The killings of persons not clearly identified as ``collaborators'' makes the violence senseless and arbitrary, Palestinians say, destroying the feeling of common purpose forged during the intifadah. The silence of the PLO about the killings has added to the sense of confusion and loss of direction, and some activists have felt the need to speak out before the uprising drowns in its own blood.

Faisal Husseini, a leading PLO supporter in the West Bank, told the Israeli news agency Itim last week that ``collaborators'' should be given a chance to mend their ways, rather than be summarily executed. ``Persons suspected of cooperating with the authorities should be asked to repent,'' he said. ``They should be persuaded to stop their activities. We should try to maintain the uprising as a `white intifadah' and keep it less violent.''

Mr. Husseini admitted that some persons had settled personal scores under the guise of attacks on ``collaborators,'' and not all the victims were proven informers.

In another expression of concern that the killings were spinning out of control, the latest leaflet of the ``Unified National Leadership of the Uprising'' set down guidelines for action against suspected ``collaborators'':

``The Unified National Leadership calls upon the masses not to eliminate any collaborator without a central decision by the supreme leadership, or without a national consensus about him, and not before he is given advance warning and a chance to repent.''

The statement came after similar instructions in a previous leaflet had gone unheeded. That leaflet had urged activists in ``popular committees'' and ``strike forces'' to ``show careful consideration when issuing verdicts, and avoid resorting to execution except in cases of clear collaboration, following complete verification of the suspicion of treason, and with the approval of the higher authorities.''

The need to prove publicly that the killings are justified led to two recent developments.
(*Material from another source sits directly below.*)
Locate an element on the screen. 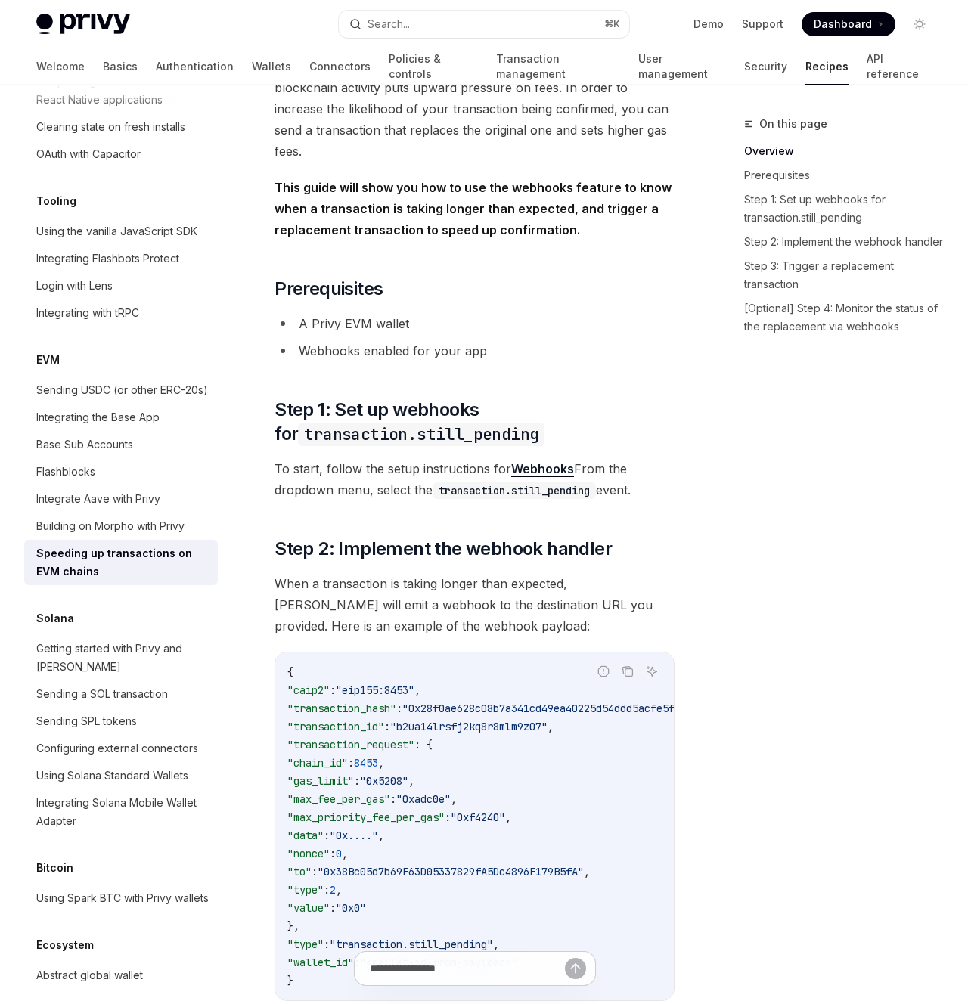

At Kafr Zibad, near the West Bank town of Tulkarm, an alleged ``collaborator'' was kidnapped and killed. Activists later issued a leaflet detailing alleged confessions made by the man, and explaining that he had been well-treated in captivity, but died during interrogation. The leaflet was intended to show that the man was not a mistaken target, and had not been willfully killed.
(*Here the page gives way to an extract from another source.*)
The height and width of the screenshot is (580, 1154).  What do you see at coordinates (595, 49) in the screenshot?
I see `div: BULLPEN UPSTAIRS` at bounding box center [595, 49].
In Nablus this month, activists in makeshift uniforms, their faces obscured by kaffiyehs, read a leaflet signed by the ``Popular Army,'' in which they took responsibility for killing five local men, and listed their ``crimes'' of cooperation with Israel.

There have been other instances where activists have published ``collaboration'' charges against men who have been slain, in order to justify the killings.